Écrits
ÉCRITS
Until the publication of hisÉcrits (Writings), Jacques Lacan's only published book was his doctoral thesis in medicine, De la psychose paranoïaque dans ses rapports avec la personnalité (On paranoid psychosis in its relations with personality ; 1932), written from a psychiatric, rather than psychoanalytic, perspective.
In the 1960s Lacan was asked by several of his students and by his friend François Wahl, of the publishing house Seuil, to collect his writings in a single volume. The considerable success of De l'interprétation, essai sur Freud (Freud and Philosophy: An Essay on Interpretation), by Paul Ricœur, in 1965 and then that of Les mots et les choses (The Order of Things), by Michel Foucault, in 1966 prompted him to prepare a collection of his articles.
He omitted all his work from before the war, notably his article "La vie mentale" (Mental life; 1938) from volume eight of the Encyclopédie française (the alternate title of which, "The Family Complexes in the Formation of the Individual," only appeared on the cover of an off-print). He did, however, make an exception for a text written in 1936 for Marienbad, where he delivered his lost lecture on the mirror stage to the congress of the International Psychoanalytic Association.
In the collection, he slightly modified his articles, often without any indication of the changes. He introduced the book with a recollection of his medical and psychiatric origins, "De nos antécedents"(On my antecedents), and preceded "Discours de Rome" (Rome discourse) of 1953 with a brief text that indicated the consequences of this discourse for the psychoanalysis of the future, "Du sujet enfin en question" (On the subject who is finally in question).
Écrits was published in the third trimester of 1966 by Seuil. The book very quickly achieved critical acclaim and was widely reviewed and debated in the press. It included a "Classified Index of the Major Concepts" by Jacques-Alain Miller. This index introduced a logical dimension to Lacanism that was emphasized from 1975 on. In the introduction to the index Miller wrote, "According to my conception of theseÉcrits, it is to our benefit to study them as forming a system. . . . For my own part, not needing to concern myself with the efficacy of the theory in [the clinic], I will encourage the reader by proposing that there is no outer limit to the expansion of formalization in the field of discourse" (pp. 358-359).

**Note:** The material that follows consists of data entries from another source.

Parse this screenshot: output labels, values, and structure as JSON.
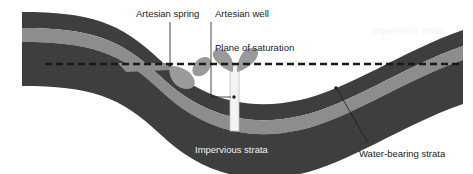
{
  "diagram": {
    "type": "geological-cross-section",
    "colors": {
      "impervious_strata": "#3e3e3e",
      "water_bearing_strata": "#8d8d8d",
      "background": "#ffffff",
      "saturation_line": "#1a1a1a",
      "label_dark": "#1b1b1b",
      "label_light": "#f2f2f2",
      "well_casing": "#f4f4f4",
      "water_spray": "#9a9a9a"
    }
  },
  "labels": {
    "artesian_spring": "Artesian spring",
    "artesian_well": "Artesian well",
    "plane_of_saturation": "Plane of saturation",
    "impervious_strata_top": "Impervious strata",
    "impervious_strata_bottom": "Impervious strata",
    "water_bearing_strata": "Water-bearing strata"
  },
  "label_positions": {
    "artesian_spring": {
      "x": 136,
      "y": 8
    },
    "artesian_well": {
      "x": 215,
      "y": 8
    },
    "plane_of_saturation": {
      "x": 215,
      "y": 42
    },
    "impervious_strata_top": {
      "x": 372,
      "y": 25
    },
    "impervious_strata_bottom": {
      "x": 195,
      "y": 144
    },
    "water_bearing_strata": {
      "x": 359,
      "y": 148
    }
  }
}
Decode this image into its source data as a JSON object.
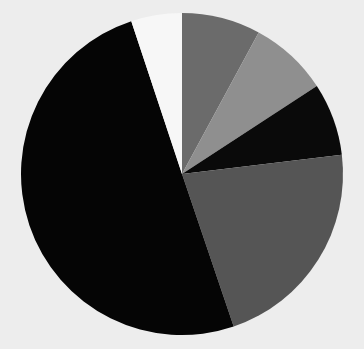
{
  "background": "#ededed",
  "chart_data": {
    "type": "pie",
    "title": "",
    "legend": "none",
    "start_angle_deg": 0,
    "direction": "clockwise",
    "center": [
      182,
      174
    ],
    "radius": 161,
    "slices": [
      {
        "label": "Slice 1",
        "value": 7.9,
        "color": "#6b6b6b"
      },
      {
        "label": "Slice 2",
        "value": 7.9,
        "color": "#8f8f8f"
      },
      {
        "label": "Slice 3",
        "value": 7.3,
        "color": "#0a0a0a"
      },
      {
        "label": "Slice 4",
        "value": 21.7,
        "color": "#555555"
      },
      {
        "label": "Slice 5",
        "value": 50.1,
        "color": "#050505"
      },
      {
        "label": "Slice 6",
        "value": 5.1,
        "color": "#f7f7f7"
      }
    ]
  }
}
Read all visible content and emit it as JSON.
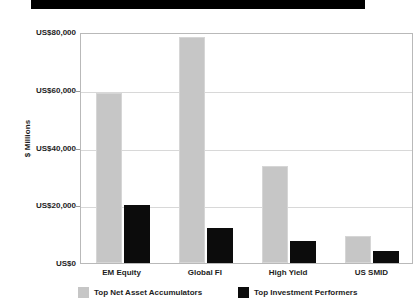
{
  "chart_data": {
    "type": "bar",
    "title": "",
    "title_redacted": true,
    "categories": [
      "EM Equity",
      "Global FI",
      "High Yield",
      "US SMID"
    ],
    "series": [
      {
        "name": "Top Net Asset Accumulators",
        "color": "#c6c6c6",
        "values": [
          58800,
          78300,
          33600,
          9400
        ]
      },
      {
        "name": "Top Investment Performers",
        "color": "#0c0c0c",
        "values": [
          20100,
          12100,
          7600,
          4200
        ]
      }
    ],
    "xlabel": "",
    "ylabel": "$ Millions",
    "ylim": [
      0,
      80000
    ],
    "ytick_values": [
      0,
      20000,
      40000,
      60000,
      80000
    ],
    "ytick_labels": [
      "US$0",
      "US$20,000",
      "US$40,000",
      "US$60,000",
      "US$80,000"
    ],
    "grid": true,
    "legend_position": "bottom"
  },
  "axis": {
    "y_title": "$ Millions"
  },
  "legend": {
    "items": [
      {
        "label": "Top Net Asset Accumulators",
        "color": "#c6c6c6"
      },
      {
        "label": "Top Investment Performers",
        "color": "#0c0c0c"
      }
    ]
  }
}
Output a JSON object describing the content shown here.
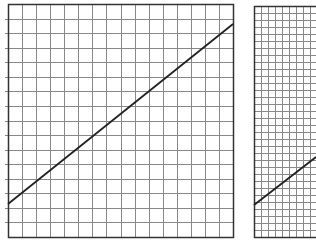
{
  "panels": [
    {
      "id": "left",
      "frame": {
        "x": 8,
        "y": 4,
        "width": 225,
        "height": 233
      },
      "grid": {
        "cols": 16,
        "rows": 16
      },
      "line": {
        "x1": 8,
        "y1": 204,
        "x2": 233,
        "y2": 24
      },
      "left_ticks": true
    },
    {
      "id": "right",
      "frame": {
        "x": 254,
        "y": 6,
        "width": 70,
        "height": 231
      },
      "grid": {
        "cols": 10,
        "rows": 33
      },
      "line": {
        "x1": 254,
        "y1": 205,
        "x2": 316,
        "y2": 157
      },
      "left_ticks": false
    }
  ],
  "colors": {
    "frame": "#333333",
    "grid": "#888888",
    "line": "#222222",
    "background": "#ffffff"
  }
}
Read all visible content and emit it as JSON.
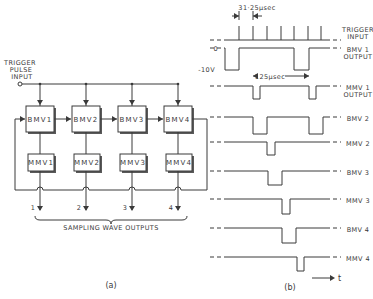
{
  "panel_a": {
    "caption": "(a)",
    "input_label_lines": [
      "TRIGGER",
      "PULSE",
      "INPUT"
    ],
    "bistables": [
      {
        "label": "BMV1",
        "x": 26,
        "y": 106
      },
      {
        "label": "BMV2",
        "x": 72,
        "y": 106
      },
      {
        "label": "BMV3",
        "x": 118,
        "y": 106
      },
      {
        "label": "BMV4",
        "x": 164,
        "y": 106
      }
    ],
    "monostables": [
      {
        "label": "MMV1",
        "x": 28,
        "y": 154
      },
      {
        "label": "MMV2",
        "x": 74,
        "y": 154
      },
      {
        "label": "MMV3",
        "x": 120,
        "y": 154
      },
      {
        "label": "MMV4",
        "x": 166,
        "y": 154
      }
    ],
    "outputs": [
      "1",
      "2",
      "3",
      "4"
    ],
    "outputs_label": "SAMPLING WAVE OUTPUTS"
  },
  "panel_b": {
    "caption": "(b)",
    "period_label": "31·25μsec",
    "cycle_label": "125μsec",
    "level_high": "0",
    "level_low": "-10V",
    "time_axis": "t",
    "trigger": {
      "label_lines": [
        "TRIGGER",
        "INPUT"
      ],
      "baseline_y": 40,
      "top_y": 26,
      "pulses_x": [
        239,
        253,
        267,
        281,
        294,
        308,
        321
      ]
    },
    "waveforms": [
      {
        "name": "bmv1",
        "label_lines": [
          "BMV 1",
          "OUTPUT"
        ],
        "high_y": 48,
        "low_y": 70,
        "lows": [
          [
            225,
            239
          ],
          [
            294,
            309
          ]
        ],
        "start_low": true
      },
      {
        "name": "mmv1",
        "label_lines": [
          "MMV 1",
          "OUTPUT"
        ],
        "high_y": 86,
        "low_y": 99,
        "lows": [
          [
            253,
            260
          ],
          [
            309,
            316
          ]
        ]
      },
      {
        "name": "bmv2",
        "label_lines": [
          "BMV 2"
        ],
        "high_y": 117,
        "low_y": 134,
        "lows": [
          [
            253,
            267
          ],
          [
            309,
            323
          ]
        ]
      },
      {
        "name": "mmv2",
        "label_lines": [
          "MMV 2"
        ],
        "high_y": 142,
        "low_y": 155,
        "lows": [
          [
            267,
            275
          ]
        ]
      },
      {
        "name": "bmv3",
        "label_lines": [
          "BMV 3"
        ],
        "high_y": 171,
        "low_y": 185,
        "lows": [
          [
            268,
            282
          ]
        ]
      },
      {
        "name": "mmv3",
        "label_lines": [
          "MMV 3"
        ],
        "high_y": 199,
        "low_y": 214,
        "lows": [
          [
            282,
            290
          ]
        ]
      },
      {
        "name": "bmv4",
        "label_lines": [
          "BMV 4"
        ],
        "high_y": 228,
        "low_y": 243,
        "lows": [
          [
            282,
            296
          ]
        ]
      },
      {
        "name": "mmv4",
        "label_lines": [
          "MMV 4"
        ],
        "high_y": 257,
        "low_y": 271,
        "lows": [
          [
            297,
            304
          ]
        ]
      }
    ]
  }
}
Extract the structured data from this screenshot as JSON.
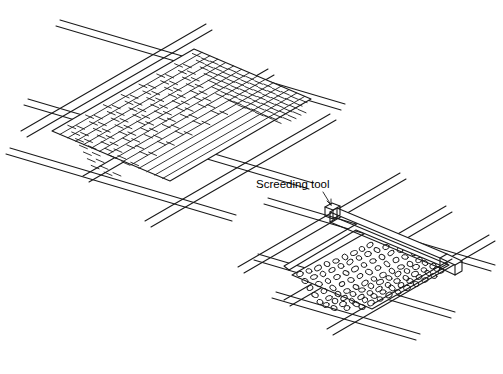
{
  "figure": {
    "title": "",
    "background_color": "#ffffff",
    "line_color": "#1a1a1a",
    "labels": [
      {
        "id": "screeding-tool",
        "text": "Screeding tool",
        "x": 256,
        "y": 188
      }
    ],
    "panels": [
      {
        "id": "upper-panel",
        "name": "brick-paving-grid",
        "description": "Isometric rectangular panel filled with running-bond brick pattern, supported on a lattice of crossing joists"
      },
      {
        "id": "lower-panel",
        "name": "gravel-bed-panel",
        "description": "Isometric rectangular panel filled with loose aggregate, with a screeding tool resting across the top edge rails"
      }
    ],
    "grid": {
      "upper_rails_count": 8,
      "lower_rails_count": 8
    },
    "brick_rows": 17,
    "aggregate_stones": 210
  }
}
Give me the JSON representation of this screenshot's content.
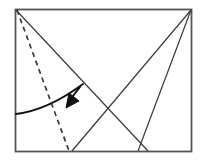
{
  "figure": {
    "canvas": {
      "width": 207,
      "height": 161,
      "background": "#ffffff"
    },
    "colors": {
      "stroke": "#3a3a3a",
      "border": "#555555",
      "dashed": "#3a3a3a",
      "arrow": "#101010",
      "background": "#ffffff"
    },
    "sheet": {
      "name": "paper-sheet-rectangle",
      "x": 15.5,
      "y": 9.5,
      "width": 176,
      "height": 142,
      "stroke_width": 1.8
    },
    "creases": [
      {
        "name": "crease-top-left-to-bottom",
        "style": "solid",
        "x1": 16,
        "y1": 10,
        "x2": 148,
        "y2": 151
      },
      {
        "name": "crease-top-right-to-bottom-left",
        "style": "solid",
        "x1": 191,
        "y1": 10,
        "x2": 72,
        "y2": 151
      },
      {
        "name": "crease-top-right-to-bottom",
        "style": "solid",
        "x1": 191,
        "y1": 10,
        "x2": 138,
        "y2": 151
      }
    ],
    "fold_line": {
      "name": "fold-crease-dashed",
      "style": "dashed",
      "x1": 17,
      "y1": 10,
      "x2": 69,
      "y2": 151,
      "dash_pattern": "5,4",
      "stroke_width": 1.7
    },
    "motion_arrow": {
      "name": "fold-direction-arrow",
      "path": "M 16,114 Q 48,110 83,84",
      "stroke_width": 2.0,
      "head": {
        "name": "arrowhead",
        "tip_x": 66,
        "tip_y": 108,
        "points": "66,108 69,93 79,101"
      },
      "head_stem": {
        "x1": 80,
        "y1": 87,
        "x2": 69,
        "y2": 101
      }
    }
  }
}
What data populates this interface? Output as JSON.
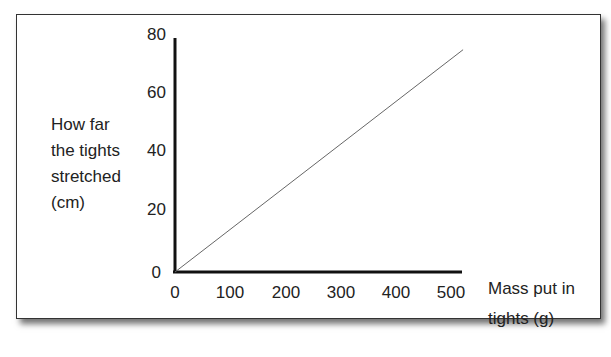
{
  "chart_data": {
    "type": "line",
    "title": "",
    "xlabel": "Mass put in tights (g)",
    "ylabel": "How far the tights stretched (cm)",
    "xlabel_lines": [
      "Mass put in",
      "tights (g)"
    ],
    "ylabel_lines": [
      "How far",
      "the tights",
      "stretched",
      "(cm)"
    ],
    "x_ticks": [
      "0",
      "100",
      "200",
      "300",
      "400",
      "500"
    ],
    "y_ticks": [
      "0",
      "20",
      "40",
      "60",
      "80"
    ],
    "xlim": [
      0,
      520
    ],
    "ylim": [
      0,
      80
    ],
    "grid": false,
    "legend": null,
    "series": [
      {
        "name": "stretch",
        "x": [
          0,
          520
        ],
        "y": [
          0,
          76
        ],
        "color": "#555555"
      }
    ]
  }
}
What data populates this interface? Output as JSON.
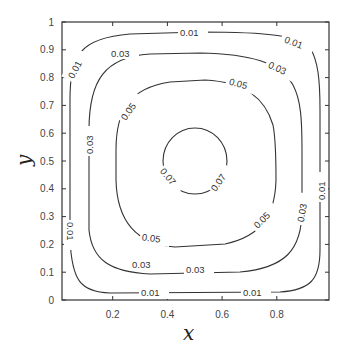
{
  "chart_data": {
    "type": "contour",
    "title": "",
    "xlabel": "x",
    "ylabel": "y",
    "xlim": [
      0,
      1
    ],
    "ylim": [
      0,
      1
    ],
    "grid": false,
    "legend": null,
    "x_ticks": [
      "0.2",
      "0.4",
      "0.6",
      "0.8"
    ],
    "x_tick_values": [
      0.2,
      0.4,
      0.6,
      0.8
    ],
    "y_ticks": [
      "0",
      "0.1",
      "0.2",
      "0.3",
      "0.4",
      "0.5",
      "0.6",
      "0.7",
      "0.8",
      "0.9",
      "1"
    ],
    "y_tick_values": [
      0,
      0.1,
      0.2,
      0.3,
      0.4,
      0.5,
      0.6,
      0.7,
      0.8,
      0.9,
      1.0
    ],
    "levels": [
      0.01,
      0.03,
      0.05,
      0.07
    ],
    "contours": [
      {
        "level": "0.01",
        "shape": "rounded square",
        "approx_bounds": {
          "x": [
            0.04,
            0.95
          ],
          "y": [
            0.03,
            0.96
          ]
        },
        "labels": [
          "0.01",
          "0.01",
          "0.01",
          "0.01",
          "0.01",
          "0.01",
          "0.01"
        ]
      },
      {
        "level": "0.03",
        "shape": "rounded square",
        "approx_bounds": {
          "x": [
            0.11,
            0.88
          ],
          "y": [
            0.1,
            0.89
          ]
        },
        "labels": [
          "0.03",
          "0.03",
          "0.03",
          "0.03",
          "0.03"
        ]
      },
      {
        "level": "0.05",
        "shape": "rounded square",
        "approx_bounds": {
          "x": [
            0.2,
            0.79
          ],
          "y": [
            0.2,
            0.79
          ]
        },
        "labels": [
          "0.05",
          "0.05",
          "0.05",
          "0.05"
        ]
      },
      {
        "level": "0.07",
        "shape": "circle",
        "center": [
          0.5,
          0.5
        ],
        "radius": 0.12,
        "labels": [
          "0.07",
          "0.07"
        ]
      }
    ]
  }
}
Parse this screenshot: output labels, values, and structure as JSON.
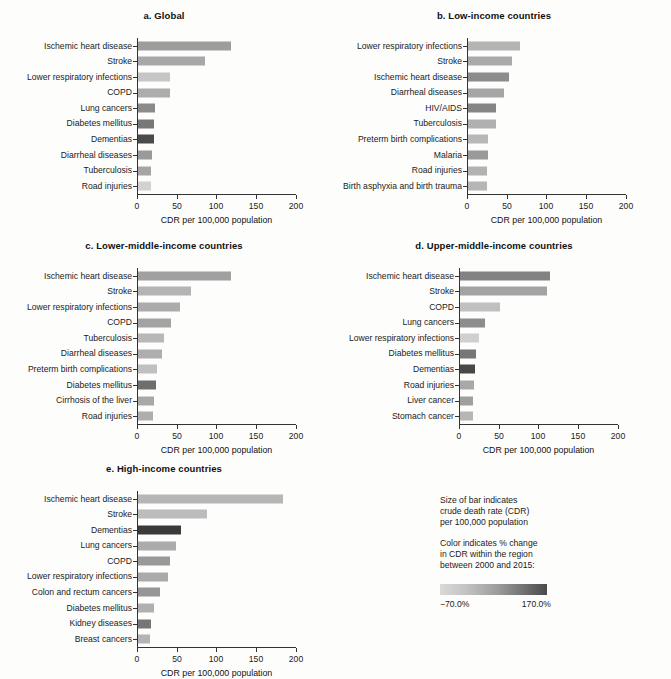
{
  "chart_data": {
    "type": "bar",
    "xlabel": "CDR per 100,000 population",
    "ylabel": "",
    "xlim": [
      0,
      200
    ],
    "xticks": [
      0,
      50,
      100,
      150,
      200
    ],
    "grid": false,
    "orientation": "horizontal",
    "legend": {
      "position": "bottom-right",
      "size_note_line1": "Size of bar indicates",
      "size_note_line2": "crude death rate (CDR)",
      "size_note_line3": "per 100,000 population",
      "color_note_line1": "Color indicates % change",
      "color_note_line2": "in CDR within the region",
      "color_note_line3": "between 2000 and 2015:",
      "scale_min_label": "−70.0%",
      "scale_max_label": "170.0%",
      "scale_min_color": "#d9d9d9",
      "scale_max_color": "#4a4a4a"
    },
    "panels": [
      {
        "id": "a",
        "title": "a. Global",
        "xlabel": "CDR per 100,000 population",
        "categories": [
          "Ischemic heart disease",
          "Stroke",
          "Lower respiratory infections",
          "COPD",
          "Lung cancers",
          "Diabetes mellitus",
          "Dementias",
          "Diarrheal diseases",
          "Tuberculosis",
          "Road injuries"
        ],
        "values": [
          118,
          85,
          42,
          41,
          23,
          22,
          21,
          19,
          18,
          18
        ],
        "colors": [
          "#9d9d9d",
          "#a8a8a8",
          "#c6c6c6",
          "#adadad",
          "#8b8b8b",
          "#787878",
          "#4b4b4b",
          "#9a9a9a",
          "#a5a5a5",
          "#d2d2d2"
        ]
      },
      {
        "id": "b",
        "title": "b. Low-income countries",
        "xlabel": "CDR per 100,000 population",
        "categories": [
          "Lower respiratory infections",
          "Stroke",
          "Ischemic heart disease",
          "Diarrheal diseases",
          "HIV/AIDS",
          "Tuberculosis",
          "Preterm birth complications",
          "Malaria",
          "Road injuries",
          "Birth asphyxia and birth trauma"
        ],
        "values": [
          67,
          57,
          53,
          46,
          37,
          36,
          27,
          26,
          25,
          25
        ],
        "colors": [
          "#b4b4b4",
          "#aaaaaa",
          "#8c8c8c",
          "#a6a6a6",
          "#858585",
          "#b0b0b0",
          "#b8b8b8",
          "#9a9a9a",
          "#b2b2b2",
          "#b6b6b6"
        ]
      },
      {
        "id": "c",
        "title": "c. Lower-middle-income countries",
        "xlabel": "CDR per 100,000 population",
        "categories": [
          "Ischemic heart disease",
          "Stroke",
          "Lower respiratory infections",
          "COPD",
          "Tuberculosis",
          "Diarrheal diseases",
          "Preterm birth complications",
          "Diabetes mellitus",
          "Cirrhosis of the liver",
          "Road injuries"
        ],
        "values": [
          118,
          68,
          54,
          43,
          34,
          32,
          25,
          24,
          21,
          20
        ],
        "colors": [
          "#a0a0a0",
          "#b4b4b4",
          "#ababab",
          "#a3a3a3",
          "#b8b8b8",
          "#aeaeae",
          "#c0c0c0",
          "#6e6e6e",
          "#a8a8a8",
          "#aeaeae"
        ]
      },
      {
        "id": "d",
        "title": "d. Upper-middle-income countries",
        "xlabel": "CDR per 100,000 population",
        "categories": [
          "Ischemic heart disease",
          "Stroke",
          "COPD",
          "Lung cancers",
          "Lower respiratory infections",
          "Diabetes mellitus",
          "Dementias",
          "Road injuries",
          "Liver cancer",
          "Stomach cancer"
        ],
        "values": [
          114,
          111,
          52,
          33,
          25,
          22,
          20,
          19,
          18,
          17
        ],
        "colors": [
          "#828282",
          "#a3a3a3",
          "#c0c0c0",
          "#8d8d8d",
          "#cfcfcf",
          "#777777",
          "#484848",
          "#a9a9a9",
          "#a0a0a0",
          "#b6b6b6"
        ]
      },
      {
        "id": "e",
        "title": "e. High-income countries",
        "xlabel": "CDR per 100,000 population",
        "categories": [
          "Ischemic heart disease",
          "Stroke",
          "Dementias",
          "Lung cancers",
          "COPD",
          "Lower respiratory infections",
          "Colon and rectum cancers",
          "Diabetes mellitus",
          "Kidney diseases",
          "Breast cancers"
        ],
        "values": [
          184,
          88,
          55,
          49,
          41,
          39,
          29,
          21,
          17,
          16
        ],
        "colors": [
          "#b6b6b6",
          "#bcbcbc",
          "#3a3a3a",
          "#ababab",
          "#999999",
          "#aaaaaa",
          "#969696",
          "#b0b0b0",
          "#767676",
          "#b4b4b4"
        ]
      }
    ]
  }
}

A measure of the influence ofÉcrits is that it has been translated in to numerous languages. Moreover, it was followed by a sequel, AutresÉcrits, published in June 2001. In that volume Jacques-Alain Miller collected nearly all of Lacan's articles from before 1939, such as "Les complexes familiaux dans la vie de l'individu" (Family complexes in the formation of the individual; 1938). Also included are the version of the "Discours de Rome" (Rome discourse) circulated in the proceedings of the IPA congress (1953) and all the texts that appeared after the publication ofÉcrits up to that of "L'étourdit" (Stunned; 1972), Lacan's last published article.
Jacques SÉdat
See also: École freudienne de Paris (Freudian School of Paris); France; Lacan, Jaques-MarieÉmile; Structuralism and psychoanalysis.
Source Citation
Lacan, Jacques. (1966).Écrits. Paris: Le Seuil. Schriften. Olten, Switzerland: Walter-Verlag, 1973-1980.Écrits: A Selection. (Bruce Fink, Trans.). New York: Norton, 2004.
Bibliography
Dor, Joël. (1994). Nouvelle bibliographie des travaux de Jacques Lacan. Paris:Éditions et Publications de l'École Lacanienne.
Lacan, Jacques. (1938). La vie mentale. Encyclopédie française c, Vol.8.
——. (1973). L'étourdit. Scilicet, 4, 5-52.
——. (2001). Autres écrits (Jacques-Alain Miller, Ed.). Paris:Éditions du Seuil.
Roudinesco, Elisabeth. (1990). Jacques Lacan & Co.: A History of Psychoanalysis in France, 1925-1985 (Jeffrey Mehlman, Trans.). Chicago: University of Chicago Press.